|
I don’t know about you, but I have an uneasy feeling about Texas Rangers snatching 416 children from their parents based on an anonymous phone call that may have been from a crazed woman in Colorado who has a history of making false allegations. Am I over-reacting because this comes on the anniversary of Waco and the anniversary of the Oklahoma City bombing that was supposedly in response to the Waco massacre? The Branch Dividian ranch in Waco, Texas, and the residents inside were incinerated April 19, 1993, exactly 15 years ago last Saturday. No one has been punished for those lives lost.
Both instances involved a so-called “religious cult” whose members have virtually isolated themselves from the rest of society and seem to mind their own business. Janet Reno, President Clinton’s Attorney General at the time of Waco, apparently gave approval to a plan that resulted in the massacre of 76 civilians, including 21 children.
The primary difference between the Branch Dividians in Waco, Texas, and the Yearning for Zion Ranch in San Angelo, Texas, is that the leader of the Branch Dividians resisted the raid on their homes, school and church and the residents of the Yearning for Zion Ranch offered no resistance.
The Branch Dividian children were incinerated and are dead. The Yearning for Zion children were taken from their parents in a warlike raid by domestic police wearing body armor, carrying automatic weapons and backed by an armored personnel carrier, After the children and their mothers were taken from their homes, the children over age 4 were separated from their mothers and plans are being made to place them in foster homes. The only exception is that the children age 4 years and younger have been left with their mothers until the state completes DNA testing.
I was horrified as I watched on television the attack and incineration of the men, women and children at Waco, yet few Americans protested the atrocities committed by our Government under the Clinton Administration. There is even less opposition to what is happening to the people in San Angelo by the American public it seems.
Have we as a people become so brainwashed, desensitized and uncaring that we are only willing to take a stand when the knock comes at our front door? Would any rational individual think it is just to separate 416 children from their parents and put them in foster homes because the mother of one of them may have been 14 or 15 years old and forced by some custom to conceive by a man much older than she?
I am concerned about the direction of our country and the lessons not learned from Waco and the lack of public interest in the current atrocities being committed against children in San Angelo. It is a painful reminder of many conversations I had with intelligent Germans during a tour of duty in Germany ten years after the end of World War II. They either ignored or saw nothing wrong of what their government was doing to men, women and children that had been determined undesirable by their government. They simply didn’t want to deal with it.
That seems to be where we have arrived in 2008. We are in denial. We don’t want to acknowledge that we have allowed the liberty and freedom handed to us by our parents and grandparents and forefathers to slip away because we were too busy enjoying our new car, television set, golf game or business deal. We don’t want to be bothered with the problems of some strange religious group outside a small town in West Texas. They must deserve to have their children stripped from them and placed in a home with strangers because they are not regular folks that drift with the wind like us. The government would do what is right, wouldn’t they?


» Exercise details
An exact copy of every record below is what's needed here.

· · · · · · ·

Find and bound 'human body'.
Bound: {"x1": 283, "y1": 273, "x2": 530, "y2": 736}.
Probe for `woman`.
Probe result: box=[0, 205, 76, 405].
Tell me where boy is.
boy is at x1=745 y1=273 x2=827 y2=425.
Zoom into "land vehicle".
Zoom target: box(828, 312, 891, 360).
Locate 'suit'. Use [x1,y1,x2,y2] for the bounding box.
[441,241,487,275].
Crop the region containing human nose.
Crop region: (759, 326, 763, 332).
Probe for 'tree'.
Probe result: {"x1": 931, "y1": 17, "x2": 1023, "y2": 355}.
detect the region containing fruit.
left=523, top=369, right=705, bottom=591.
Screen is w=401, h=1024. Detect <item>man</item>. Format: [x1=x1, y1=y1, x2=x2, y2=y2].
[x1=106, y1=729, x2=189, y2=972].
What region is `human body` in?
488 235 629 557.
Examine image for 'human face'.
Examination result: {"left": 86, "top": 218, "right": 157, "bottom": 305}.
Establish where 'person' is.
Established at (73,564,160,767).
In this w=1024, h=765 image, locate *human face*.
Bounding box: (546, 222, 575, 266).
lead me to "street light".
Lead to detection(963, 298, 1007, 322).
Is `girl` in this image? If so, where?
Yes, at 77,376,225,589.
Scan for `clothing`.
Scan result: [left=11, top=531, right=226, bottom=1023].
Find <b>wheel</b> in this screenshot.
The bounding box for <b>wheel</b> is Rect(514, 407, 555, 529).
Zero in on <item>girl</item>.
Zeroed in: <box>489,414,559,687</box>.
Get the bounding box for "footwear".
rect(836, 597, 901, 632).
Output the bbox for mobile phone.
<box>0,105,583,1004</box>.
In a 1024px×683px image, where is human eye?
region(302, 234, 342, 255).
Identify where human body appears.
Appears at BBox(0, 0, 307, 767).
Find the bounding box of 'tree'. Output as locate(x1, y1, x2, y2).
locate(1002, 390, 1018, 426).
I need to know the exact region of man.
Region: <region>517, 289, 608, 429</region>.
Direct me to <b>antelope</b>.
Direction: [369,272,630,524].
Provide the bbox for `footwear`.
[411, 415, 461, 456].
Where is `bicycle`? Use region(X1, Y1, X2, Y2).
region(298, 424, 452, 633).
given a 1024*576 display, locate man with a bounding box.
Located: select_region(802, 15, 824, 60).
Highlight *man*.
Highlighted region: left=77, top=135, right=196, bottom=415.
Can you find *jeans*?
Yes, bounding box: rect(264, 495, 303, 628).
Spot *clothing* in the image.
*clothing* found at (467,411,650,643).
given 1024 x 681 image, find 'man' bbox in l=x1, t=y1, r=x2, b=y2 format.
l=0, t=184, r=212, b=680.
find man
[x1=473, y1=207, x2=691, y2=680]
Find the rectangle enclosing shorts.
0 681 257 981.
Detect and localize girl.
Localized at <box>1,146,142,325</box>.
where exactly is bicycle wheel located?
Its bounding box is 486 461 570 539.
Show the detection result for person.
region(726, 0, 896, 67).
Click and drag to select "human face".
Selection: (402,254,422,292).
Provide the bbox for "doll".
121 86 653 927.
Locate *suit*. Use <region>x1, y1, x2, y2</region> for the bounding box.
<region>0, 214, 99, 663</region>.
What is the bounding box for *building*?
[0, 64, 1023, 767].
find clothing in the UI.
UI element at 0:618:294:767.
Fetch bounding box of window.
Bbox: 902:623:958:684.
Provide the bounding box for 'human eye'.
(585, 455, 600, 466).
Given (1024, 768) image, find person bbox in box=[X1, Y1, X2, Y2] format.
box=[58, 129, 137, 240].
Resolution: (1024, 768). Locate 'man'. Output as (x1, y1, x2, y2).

· · · · · · ·

» Response box
Find and bound 'human body'.
Bound: {"x1": 283, "y1": 273, "x2": 530, "y2": 736}.
Probe for `woman`.
Probe result: box=[0, 205, 76, 405].
Tell me where boy is.
boy is at x1=745 y1=273 x2=827 y2=425.
Zoom into "land vehicle".
Zoom target: box(828, 312, 891, 360).
Locate 'suit'. Use [x1,y1,x2,y2] for the bounding box.
[441,241,487,275].
Crop the region containing human nose.
Crop region: (759, 326, 763, 332).
Probe for 'tree'.
Probe result: {"x1": 931, "y1": 17, "x2": 1023, "y2": 355}.
detect the region containing fruit.
left=523, top=369, right=705, bottom=591.
Screen is w=401, h=1024. Detect <item>man</item>. Format: [x1=x1, y1=y1, x2=x2, y2=y2].
[x1=106, y1=729, x2=189, y2=972].
What region is `human body` in?
488 235 629 557.
Examine image for 'human face'.
Examination result: {"left": 86, "top": 218, "right": 157, "bottom": 305}.
Establish where 'person' is.
Established at (73,564,160,767).
In this w=1024, h=765 image, locate *human face*.
Bounding box: (546, 222, 575, 266).
lead me to "street light".
Lead to detection(963, 298, 1007, 322).
Is `girl` in this image? If so, where?
Yes, at 77,376,225,589.
Scan for `clothing`.
Scan result: [left=11, top=531, right=226, bottom=1023].
Find <b>wheel</b> in this screenshot.
The bounding box for <b>wheel</b> is Rect(514, 407, 555, 529).
Zero in on <item>girl</item>.
Zeroed in: <box>489,414,559,687</box>.
Get the bounding box for "footwear".
rect(836, 597, 901, 632).
Output the bbox for mobile phone.
<box>0,105,583,1004</box>.
In a 1024px×683px image, where is human eye?
region(302, 234, 342, 255).
Identify where human body appears.
Appears at BBox(0, 0, 307, 767).
Find the bounding box of 'tree'. Output as locate(x1, y1, x2, y2).
locate(1002, 390, 1018, 426).
I need to know the exact region of man.
Region: <region>517, 289, 608, 429</region>.
Direct me to <b>antelope</b>.
Direction: [369,272,630,524].
Provide the bbox for `footwear`.
[411, 415, 461, 456].
Where is `bicycle`? Use region(X1, Y1, X2, Y2).
region(298, 424, 452, 633).
given a 1024*576 display, locate man with a bounding box.
Located: select_region(802, 15, 824, 60).
Highlight *man*.
Highlighted region: left=77, top=135, right=196, bottom=415.
Can you find *jeans*?
Yes, bounding box: rect(264, 495, 303, 628).
Spot *clothing* in the image.
*clothing* found at (467,411,650,643).
given 1024 x 681 image, find 'man' bbox in l=x1, t=y1, r=x2, b=y2 format.
l=0, t=184, r=212, b=680.
find man
[x1=473, y1=207, x2=691, y2=680]
Find the rectangle enclosing shorts.
0 681 257 981.
Detect and localize girl.
Localized at <box>1,146,142,325</box>.
where exactly is bicycle wheel located?
Its bounding box is 486 461 570 539.
Show the detection result for person.
region(726, 0, 896, 67).
Click and drag to select "human face".
Selection: (402,254,422,292).
Provide the bbox for "doll".
121 86 653 927.
Locate *suit*. Use <region>x1, y1, x2, y2</region> for the bounding box.
<region>0, 214, 99, 663</region>.
What is the bounding box for *building*?
[0, 64, 1023, 767].
find clothing in the UI.
UI element at 0:618:294:767.
Fetch bounding box of window.
Bbox: 902:623:958:684.
Provide the bounding box for 'human eye'.
(585, 455, 600, 466).
Given (1024, 768) image, find person bbox in box=[X1, Y1, X2, Y2] format.
box=[58, 129, 137, 240].
Resolution: (1024, 768). Locate 'man'. Output as (x1, y1, x2, y2).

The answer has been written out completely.